College basketball deserves it. We all do. College hoops was the only major American sport to cancel its 2020 championships (men and women). The NBA ends in an Orlando bubble. Major League Baseball had a shortened schedule. The NFL, blessed with happy timing, continued with minimal brackets. The Masters and most other golf and tennis courses were delayed, but eventually played.

We have not had a national championship in men’s and women’s basketball for the past two years. Now the wait is over. For men, it could not be better than that. This is an unusual thing: top two teams meeting in the national championship game. The fickle bracket does not so often afford such gifts. The Lucas Oil Stadium is the stage of the first national championship match between preseason no. 1 and no. 2-teams since 2000-01, when Duke beat Arizona. This is the first national championship match between the teams that overall no. 1 and no. 2 since North Carolina was selected against Illinois in 2005.

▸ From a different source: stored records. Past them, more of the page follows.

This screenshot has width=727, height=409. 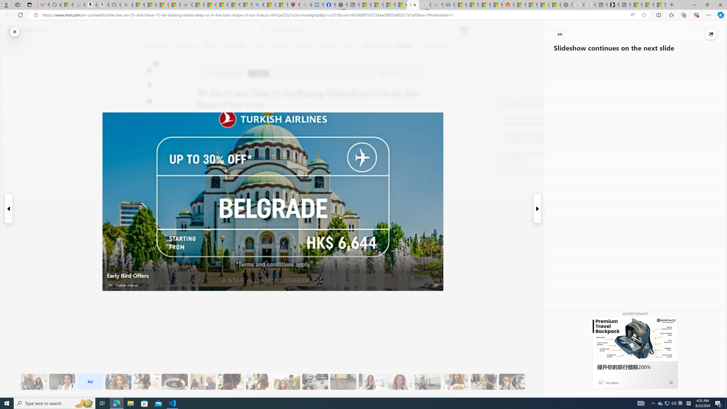 What do you see at coordinates (287, 382) in the screenshot?
I see `8 They Walk to the Gym` at bounding box center [287, 382].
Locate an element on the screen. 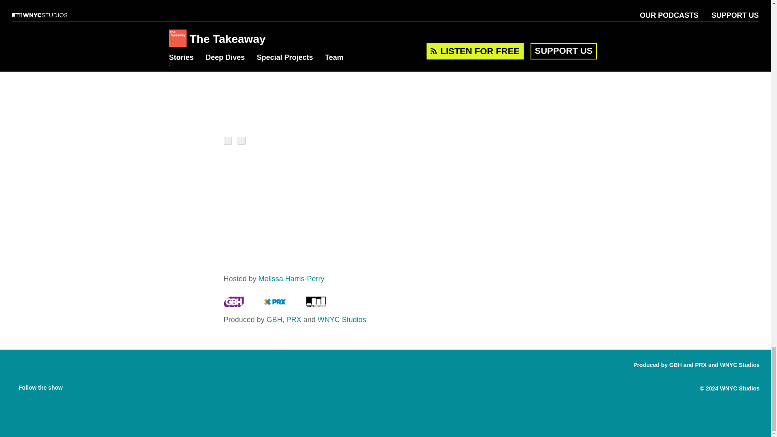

And after Gonzaga had to navigate against UCLA, there is all the more reason to believe that the unbeaten run can or will end. Baylor are 6-0 this season against top 10 teams. There were 16 teams played that reached the 2021 NCAA Tournament and went 14-2 away.

Will the Zags contract and recover, or are the wounds too deep for Baylor to strike? Baylor will bend.

Against Houston, even the little things seem bigger. Jonathan Tchamwa Tchatchoua scored double figures (11 points) for the first time in 2021. Teague’s six assistants against the Coogs were more than he ever had in a Baylor uniform. Baylor’s 23 assistants were the most on a Final Four stage since UNLV in 1990.

On April 5, Gonzaga-Baylor will expire after four months. The day it happened, a few people said, ‘I absolutely think we’ll find a way to see these two teams against each other later in the season.

“We’ll find a way to play it sometime,” he added.

Hopeful. And prophetic. Come Monday, important.

It all comes together in a magical way that only the NCAA Tournament can offer.

Baylor’s back and better than ever. Gonzaga still holds an unbeaten record and is another victory of sports immortality. Consider the wait. Consider the interests. Consider the programs and what is needed to reach this point. Consider Saturday night. Consider Jalen Suggs and that shot.

We have reached the perfect end of an imperfect season.